Kaeser has admittedly been busy. Last year he merged the German group's wind-power division with rival Gamesa to form Madrid-listed Siemens Gamesa, and in September he struck a deal to combine rail operations with France's Alstom. Siemens will own 50 percent of the shares in the train business to be listed in Paris. It will retain at least 80 percent of Healthineers, according to Reuters. The theory behind the spinoffs is that putting a market price on the subsidiaries should ease the 90 billion euro conglomerate's discount to the sum of its parts, estimated at 26 percent by Baader Helvea analysts.

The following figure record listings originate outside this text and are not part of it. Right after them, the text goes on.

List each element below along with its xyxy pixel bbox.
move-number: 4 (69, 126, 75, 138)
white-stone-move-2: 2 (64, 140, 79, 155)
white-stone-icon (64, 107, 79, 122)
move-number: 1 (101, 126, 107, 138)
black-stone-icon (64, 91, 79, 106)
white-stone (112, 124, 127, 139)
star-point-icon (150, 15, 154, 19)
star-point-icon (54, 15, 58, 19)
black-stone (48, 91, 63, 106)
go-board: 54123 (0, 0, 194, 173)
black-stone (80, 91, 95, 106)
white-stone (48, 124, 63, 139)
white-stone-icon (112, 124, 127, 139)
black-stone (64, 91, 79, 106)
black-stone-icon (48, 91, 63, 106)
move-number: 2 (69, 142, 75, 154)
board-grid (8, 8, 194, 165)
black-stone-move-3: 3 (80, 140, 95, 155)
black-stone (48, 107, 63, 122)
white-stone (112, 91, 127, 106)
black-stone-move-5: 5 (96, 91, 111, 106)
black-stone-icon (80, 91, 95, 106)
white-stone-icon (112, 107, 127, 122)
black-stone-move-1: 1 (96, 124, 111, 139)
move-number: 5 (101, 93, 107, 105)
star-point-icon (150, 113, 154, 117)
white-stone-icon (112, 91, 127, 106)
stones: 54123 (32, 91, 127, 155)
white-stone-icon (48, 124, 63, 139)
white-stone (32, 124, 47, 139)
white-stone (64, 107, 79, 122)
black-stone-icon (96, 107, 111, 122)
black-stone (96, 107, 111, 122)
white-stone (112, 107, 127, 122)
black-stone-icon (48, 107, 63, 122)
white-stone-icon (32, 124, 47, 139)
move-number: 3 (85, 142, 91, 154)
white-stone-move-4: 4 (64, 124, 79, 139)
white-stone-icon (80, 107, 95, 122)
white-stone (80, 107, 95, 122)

Including net debt and minority interests, Siemens' enterprise value is 101 billion euros, or 11.4 times its 2018 fiscal-year operating profit as forecast by Morgan Stanley. Strip out 40 billion euros for Healthineers and 2.4 billion euros of operating profit, again using Morgan Stanley estimates, and the rest of Siemens is valued on a multiple of 9.4. That's below the sector's near-13 times average multiple according to Eikon. If investors give full credit for the rest of Siemens after its Healthineers float, Siemens' share price would merit a 23 percent hike.
In reality things may be more complicated. After Siemens has floated its rail, wind-power and healthcare units, shareholders seeking exposure to those very different sectors can simply buy shares in the listed subsidiaries. Investors in the parent, however, would be forced to own stakes in disparate companies well outside Siemens' core businesses supplying machinery and automation software to factories and energy companies. As a result, the market would probably mark the stock down relative to less convoluted peers.

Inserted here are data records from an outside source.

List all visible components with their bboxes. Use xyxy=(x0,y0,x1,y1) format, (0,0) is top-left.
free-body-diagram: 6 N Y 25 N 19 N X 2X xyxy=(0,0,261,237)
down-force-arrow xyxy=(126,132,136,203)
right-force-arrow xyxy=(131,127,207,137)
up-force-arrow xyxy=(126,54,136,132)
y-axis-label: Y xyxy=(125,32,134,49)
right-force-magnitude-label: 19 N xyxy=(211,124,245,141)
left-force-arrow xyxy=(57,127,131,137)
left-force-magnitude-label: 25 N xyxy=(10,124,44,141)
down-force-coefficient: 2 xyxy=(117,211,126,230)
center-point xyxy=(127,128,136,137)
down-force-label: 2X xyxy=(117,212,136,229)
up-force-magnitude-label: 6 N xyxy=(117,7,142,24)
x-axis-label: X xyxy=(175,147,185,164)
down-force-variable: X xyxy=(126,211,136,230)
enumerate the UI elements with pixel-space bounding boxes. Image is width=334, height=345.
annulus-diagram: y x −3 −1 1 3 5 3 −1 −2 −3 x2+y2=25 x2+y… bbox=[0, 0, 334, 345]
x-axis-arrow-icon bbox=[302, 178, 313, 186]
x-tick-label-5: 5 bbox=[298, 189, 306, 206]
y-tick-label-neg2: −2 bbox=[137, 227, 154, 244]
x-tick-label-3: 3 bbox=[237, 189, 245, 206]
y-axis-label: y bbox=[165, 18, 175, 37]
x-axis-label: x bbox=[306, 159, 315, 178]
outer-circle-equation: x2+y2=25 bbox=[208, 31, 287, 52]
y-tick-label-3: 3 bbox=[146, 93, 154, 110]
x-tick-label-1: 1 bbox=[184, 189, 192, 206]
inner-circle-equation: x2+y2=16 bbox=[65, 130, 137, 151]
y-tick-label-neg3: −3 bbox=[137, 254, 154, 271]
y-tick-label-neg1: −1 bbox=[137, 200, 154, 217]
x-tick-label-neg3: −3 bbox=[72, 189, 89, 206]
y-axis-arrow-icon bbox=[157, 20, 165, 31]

Kaeser might say that there are synergies between the different subsidiaries. But investors tend to be sceptical of such arguments short of a thorough accounting of resulting cost savings and the like. Absent that detail, a breakup would look like a more logical step.
Siemens on February 19 said the planned initial public offering of its Healthineers medical technology division will be completed in the first half of 2018, "subject to capital market conditions". The offering, which could value the business at around 40 billion euros including debt according to Reuters, will consist of shares currently held by Siemens.